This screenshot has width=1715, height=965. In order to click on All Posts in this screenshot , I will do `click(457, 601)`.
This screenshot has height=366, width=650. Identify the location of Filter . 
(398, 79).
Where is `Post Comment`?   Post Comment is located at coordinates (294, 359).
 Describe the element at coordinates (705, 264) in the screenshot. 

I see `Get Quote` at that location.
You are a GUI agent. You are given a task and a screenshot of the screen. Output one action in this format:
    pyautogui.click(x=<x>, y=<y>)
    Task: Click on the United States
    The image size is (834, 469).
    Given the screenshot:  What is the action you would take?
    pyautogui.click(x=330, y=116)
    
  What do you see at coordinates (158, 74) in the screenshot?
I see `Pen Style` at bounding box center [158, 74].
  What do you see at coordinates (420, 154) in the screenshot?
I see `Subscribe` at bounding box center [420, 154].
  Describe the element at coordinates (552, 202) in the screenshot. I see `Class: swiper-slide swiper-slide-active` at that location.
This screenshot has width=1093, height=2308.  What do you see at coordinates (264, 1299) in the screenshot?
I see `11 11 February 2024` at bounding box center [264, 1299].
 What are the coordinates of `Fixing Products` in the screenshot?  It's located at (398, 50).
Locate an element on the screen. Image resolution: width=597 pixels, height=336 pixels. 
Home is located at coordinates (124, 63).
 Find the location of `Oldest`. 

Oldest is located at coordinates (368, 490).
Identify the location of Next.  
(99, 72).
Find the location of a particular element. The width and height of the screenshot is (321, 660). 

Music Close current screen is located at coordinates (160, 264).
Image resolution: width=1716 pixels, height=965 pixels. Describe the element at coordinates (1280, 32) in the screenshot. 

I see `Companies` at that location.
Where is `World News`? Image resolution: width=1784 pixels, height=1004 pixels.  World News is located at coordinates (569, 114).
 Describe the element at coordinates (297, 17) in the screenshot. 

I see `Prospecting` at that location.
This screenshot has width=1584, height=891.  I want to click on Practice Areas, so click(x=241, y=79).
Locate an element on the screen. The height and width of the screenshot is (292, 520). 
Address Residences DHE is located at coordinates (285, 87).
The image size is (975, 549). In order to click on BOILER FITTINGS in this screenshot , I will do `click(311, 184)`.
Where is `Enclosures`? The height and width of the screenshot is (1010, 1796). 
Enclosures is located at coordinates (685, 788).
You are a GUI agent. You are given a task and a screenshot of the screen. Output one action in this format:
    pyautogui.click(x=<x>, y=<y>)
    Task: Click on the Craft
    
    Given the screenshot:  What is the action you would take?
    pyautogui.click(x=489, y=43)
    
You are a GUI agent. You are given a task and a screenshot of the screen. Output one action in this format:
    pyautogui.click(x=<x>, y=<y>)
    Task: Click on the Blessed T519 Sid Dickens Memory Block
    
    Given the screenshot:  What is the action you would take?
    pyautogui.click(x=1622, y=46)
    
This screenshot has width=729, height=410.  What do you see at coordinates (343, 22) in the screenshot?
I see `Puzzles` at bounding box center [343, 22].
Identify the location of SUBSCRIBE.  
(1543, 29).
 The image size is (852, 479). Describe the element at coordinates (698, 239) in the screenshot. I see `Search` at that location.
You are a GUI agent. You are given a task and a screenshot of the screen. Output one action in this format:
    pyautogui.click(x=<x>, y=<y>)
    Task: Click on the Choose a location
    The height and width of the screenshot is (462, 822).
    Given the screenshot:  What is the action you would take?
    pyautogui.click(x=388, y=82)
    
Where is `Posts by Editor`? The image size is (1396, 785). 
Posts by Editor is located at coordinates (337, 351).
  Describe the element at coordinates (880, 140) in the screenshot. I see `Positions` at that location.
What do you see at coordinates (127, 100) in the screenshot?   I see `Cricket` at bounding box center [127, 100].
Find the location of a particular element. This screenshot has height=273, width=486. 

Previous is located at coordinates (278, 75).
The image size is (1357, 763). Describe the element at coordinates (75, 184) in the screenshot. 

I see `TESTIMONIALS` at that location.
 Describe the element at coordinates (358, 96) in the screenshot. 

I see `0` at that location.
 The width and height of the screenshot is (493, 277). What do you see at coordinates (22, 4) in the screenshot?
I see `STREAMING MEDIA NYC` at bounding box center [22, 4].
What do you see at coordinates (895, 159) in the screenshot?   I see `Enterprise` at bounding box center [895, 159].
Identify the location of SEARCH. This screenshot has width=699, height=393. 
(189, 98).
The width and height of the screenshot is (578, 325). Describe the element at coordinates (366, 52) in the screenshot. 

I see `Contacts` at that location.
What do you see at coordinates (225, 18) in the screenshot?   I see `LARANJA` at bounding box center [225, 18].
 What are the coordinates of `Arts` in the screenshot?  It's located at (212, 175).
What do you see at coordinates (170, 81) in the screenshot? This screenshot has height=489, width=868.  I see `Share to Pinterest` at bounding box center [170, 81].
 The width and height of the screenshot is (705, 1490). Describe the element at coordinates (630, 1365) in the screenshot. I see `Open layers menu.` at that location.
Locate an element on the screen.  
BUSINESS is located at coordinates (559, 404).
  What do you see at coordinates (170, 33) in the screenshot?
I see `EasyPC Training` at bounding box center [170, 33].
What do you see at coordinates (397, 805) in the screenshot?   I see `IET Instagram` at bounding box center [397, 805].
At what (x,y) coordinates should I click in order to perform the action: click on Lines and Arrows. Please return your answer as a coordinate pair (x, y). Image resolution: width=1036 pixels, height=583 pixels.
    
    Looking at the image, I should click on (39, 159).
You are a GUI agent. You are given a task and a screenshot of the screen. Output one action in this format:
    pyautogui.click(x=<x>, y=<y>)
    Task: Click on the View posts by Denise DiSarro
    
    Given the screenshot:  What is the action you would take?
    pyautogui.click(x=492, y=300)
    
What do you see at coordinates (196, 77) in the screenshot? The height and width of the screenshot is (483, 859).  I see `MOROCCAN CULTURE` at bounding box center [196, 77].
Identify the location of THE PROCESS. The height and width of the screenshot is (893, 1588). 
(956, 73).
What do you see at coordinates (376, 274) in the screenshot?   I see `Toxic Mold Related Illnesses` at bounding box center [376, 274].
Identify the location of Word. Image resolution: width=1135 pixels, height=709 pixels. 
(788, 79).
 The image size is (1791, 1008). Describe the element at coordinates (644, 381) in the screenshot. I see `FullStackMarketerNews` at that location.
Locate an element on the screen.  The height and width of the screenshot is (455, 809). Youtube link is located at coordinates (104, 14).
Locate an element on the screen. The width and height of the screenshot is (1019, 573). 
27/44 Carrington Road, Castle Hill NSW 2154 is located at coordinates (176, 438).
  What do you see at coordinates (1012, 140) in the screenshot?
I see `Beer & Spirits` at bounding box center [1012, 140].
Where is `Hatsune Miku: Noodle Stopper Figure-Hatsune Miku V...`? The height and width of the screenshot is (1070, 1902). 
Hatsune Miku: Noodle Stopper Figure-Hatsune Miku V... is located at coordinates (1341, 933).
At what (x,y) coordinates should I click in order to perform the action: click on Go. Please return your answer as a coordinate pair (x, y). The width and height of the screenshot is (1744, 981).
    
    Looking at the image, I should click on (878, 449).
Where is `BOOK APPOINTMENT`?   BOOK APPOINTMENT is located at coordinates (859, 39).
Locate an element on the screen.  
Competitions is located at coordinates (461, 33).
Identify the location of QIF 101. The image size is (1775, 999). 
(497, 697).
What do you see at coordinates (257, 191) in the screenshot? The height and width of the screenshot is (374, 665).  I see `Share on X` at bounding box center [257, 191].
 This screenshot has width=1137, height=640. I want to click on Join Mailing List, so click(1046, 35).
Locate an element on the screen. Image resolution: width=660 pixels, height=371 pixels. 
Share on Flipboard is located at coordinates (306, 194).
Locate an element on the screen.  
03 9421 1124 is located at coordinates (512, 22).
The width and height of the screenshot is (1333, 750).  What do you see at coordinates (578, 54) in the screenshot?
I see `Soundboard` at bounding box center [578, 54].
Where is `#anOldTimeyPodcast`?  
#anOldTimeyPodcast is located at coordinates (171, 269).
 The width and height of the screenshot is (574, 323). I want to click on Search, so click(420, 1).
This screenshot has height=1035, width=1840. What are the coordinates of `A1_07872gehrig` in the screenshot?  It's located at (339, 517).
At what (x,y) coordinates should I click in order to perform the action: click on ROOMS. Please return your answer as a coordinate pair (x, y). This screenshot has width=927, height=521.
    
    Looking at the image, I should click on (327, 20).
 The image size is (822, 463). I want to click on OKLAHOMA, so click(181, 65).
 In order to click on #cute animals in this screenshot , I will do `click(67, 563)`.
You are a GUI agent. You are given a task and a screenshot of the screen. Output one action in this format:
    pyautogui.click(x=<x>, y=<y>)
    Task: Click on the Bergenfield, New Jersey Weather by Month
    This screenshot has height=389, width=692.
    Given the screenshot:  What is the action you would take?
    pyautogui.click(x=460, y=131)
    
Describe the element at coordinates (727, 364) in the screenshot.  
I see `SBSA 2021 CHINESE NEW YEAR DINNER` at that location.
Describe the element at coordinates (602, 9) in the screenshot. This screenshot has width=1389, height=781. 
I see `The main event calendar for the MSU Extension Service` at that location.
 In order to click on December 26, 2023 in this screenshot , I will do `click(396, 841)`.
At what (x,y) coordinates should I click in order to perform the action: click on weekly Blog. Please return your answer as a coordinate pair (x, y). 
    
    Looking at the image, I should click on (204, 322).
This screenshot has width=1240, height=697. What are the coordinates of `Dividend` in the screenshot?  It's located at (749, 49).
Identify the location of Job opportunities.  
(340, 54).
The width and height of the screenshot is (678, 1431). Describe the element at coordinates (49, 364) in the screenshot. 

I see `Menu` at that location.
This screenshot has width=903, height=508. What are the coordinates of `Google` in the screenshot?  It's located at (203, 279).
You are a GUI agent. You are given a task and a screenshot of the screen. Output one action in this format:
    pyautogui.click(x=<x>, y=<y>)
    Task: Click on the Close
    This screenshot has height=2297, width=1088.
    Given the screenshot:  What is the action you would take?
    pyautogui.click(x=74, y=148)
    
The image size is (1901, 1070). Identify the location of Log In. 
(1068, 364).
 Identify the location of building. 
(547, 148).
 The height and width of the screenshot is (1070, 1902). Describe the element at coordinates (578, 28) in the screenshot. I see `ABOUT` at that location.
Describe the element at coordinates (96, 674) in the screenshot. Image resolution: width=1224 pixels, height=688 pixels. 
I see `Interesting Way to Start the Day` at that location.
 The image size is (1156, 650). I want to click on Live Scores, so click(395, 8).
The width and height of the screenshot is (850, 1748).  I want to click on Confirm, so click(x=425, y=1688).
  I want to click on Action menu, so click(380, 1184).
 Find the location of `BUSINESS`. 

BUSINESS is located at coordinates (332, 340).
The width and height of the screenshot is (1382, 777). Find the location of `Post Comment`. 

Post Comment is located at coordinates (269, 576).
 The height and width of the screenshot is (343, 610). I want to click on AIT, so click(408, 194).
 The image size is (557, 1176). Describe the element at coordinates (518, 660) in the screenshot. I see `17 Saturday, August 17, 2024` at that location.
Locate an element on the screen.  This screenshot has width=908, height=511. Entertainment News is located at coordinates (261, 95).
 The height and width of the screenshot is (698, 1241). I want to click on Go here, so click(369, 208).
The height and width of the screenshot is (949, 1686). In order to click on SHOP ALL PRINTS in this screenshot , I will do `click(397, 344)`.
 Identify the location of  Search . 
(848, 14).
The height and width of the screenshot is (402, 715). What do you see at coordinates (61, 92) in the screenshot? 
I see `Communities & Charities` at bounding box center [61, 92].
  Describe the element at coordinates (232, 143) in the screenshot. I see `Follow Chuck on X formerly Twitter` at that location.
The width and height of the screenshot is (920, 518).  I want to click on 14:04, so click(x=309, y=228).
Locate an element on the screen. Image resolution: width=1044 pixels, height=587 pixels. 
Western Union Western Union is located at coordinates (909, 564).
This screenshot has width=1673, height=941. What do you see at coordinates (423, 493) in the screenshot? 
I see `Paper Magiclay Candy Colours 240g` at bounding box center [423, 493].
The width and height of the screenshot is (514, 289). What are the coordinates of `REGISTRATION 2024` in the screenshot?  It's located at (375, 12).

PROBLEM TO SOLVE
Copy each line of the listing that includes "will".

REPLY TO THE TASK
This screenshot has width=1715, height=965. In order to click on All Posts in this screenshot , I will do `click(457, 601)`.
The image size is (975, 549). In order to click on BOILER FITTINGS in this screenshot , I will do `click(311, 184)`.
 In order to click on #cute animals in this screenshot , I will do `click(67, 563)`.
 In order to click on December 26, 2023 in this screenshot , I will do `click(396, 841)`.
The height and width of the screenshot is (949, 1686). In order to click on SHOP ALL PRINTS in this screenshot , I will do `click(397, 344)`.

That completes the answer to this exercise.